Turkcell TCELL.IS has expressed interest in buying 80 percent of BeST, with the purchase taking place over time.

"I think we are talking here about a sum no lower than half a billion (dollars)," Nikolai Zaichenko told reporters on the sidelines of the EBRD's annual meeting.

"We are neither hurrying nor slowing down any deal. This is part of our plans. But I cannot give you a concrete date."

Belarussian President Alexander Lukashenko first mooted the possibility of fetching $500 million from the sale last year.

Russian mobile operator MTS (MBT.N: Quote, Profile, Research) has also expressed interest in the Belarussian firm -- Belarus's third largest mobile operator with three percent of the market.

Lukashenko, in power since 1994, maintains a large state sector and a high degree of central control over economic decision-making.

But he and government ministers have said in the past year that they want to proceed with targeted privatisation in specific sectors.
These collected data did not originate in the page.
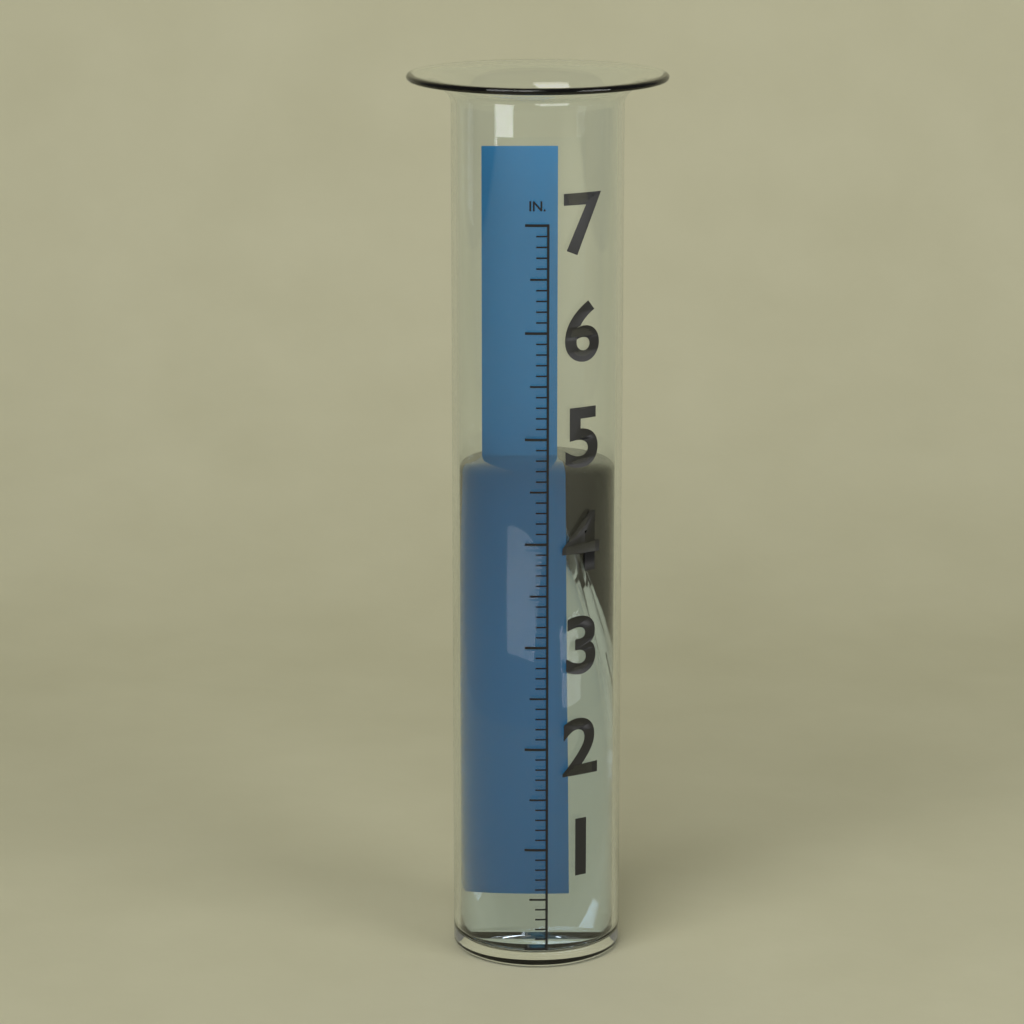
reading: 4.6 in
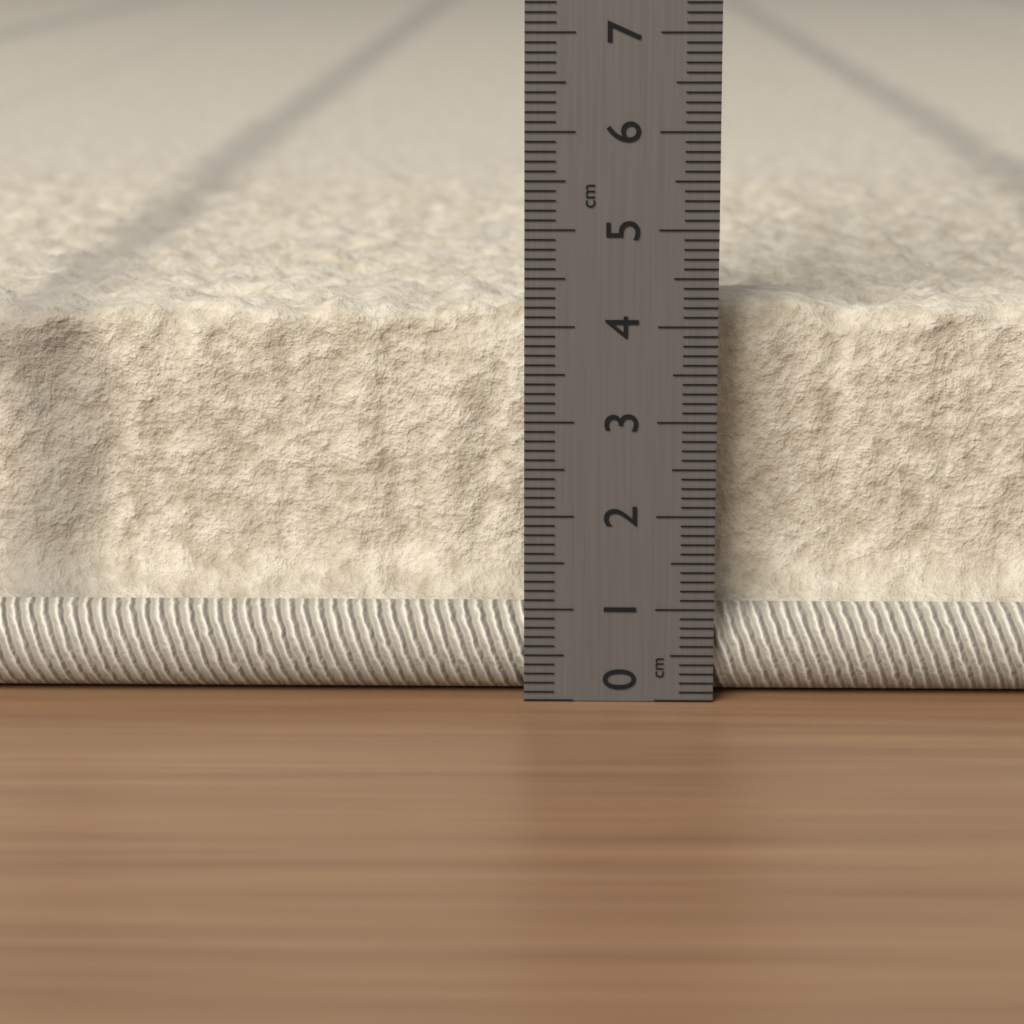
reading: 4.2 cm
Zaichenko said Belarus could sell a controlling interest in the Minsk automobile plant -- a truck producer. Such a deal, he said, could not be ruled out, but he offered no details on how big a share might be put on offer.

Russian truck plant KamAZ has expressed an interest in the Minsk plant. And Lukashenko's press service said the president had discussed the plant's future at a meeting with Russian aluminium magnate Oleg Deripaska.

But the president's press service said it was not certain that any such deal could be struck.

"It is a fundamental, conceptual notion that we must unite our efforts," it quoted Lukashenko as saying. "I am prepared to make a decision on this if we agree on a common approach and a common view of the future."

The head of the central bank, Pyotr Prokopovich, told Reuters last week that Belarus could cede a controlling share in state bank Belinvest to Germany's Commerzbank AG CBKH.DE within four months and give up control of a second bank, Belpromstroibank.

His deputy, Vasily Matushevsky, said in Kiev on Monday that Belarus was aiming for a high price in the bank selloffs.

"Let me say straight away -- it will be expensive, at least in terms of the deals which have been previously struck on the Belarussian market," he said.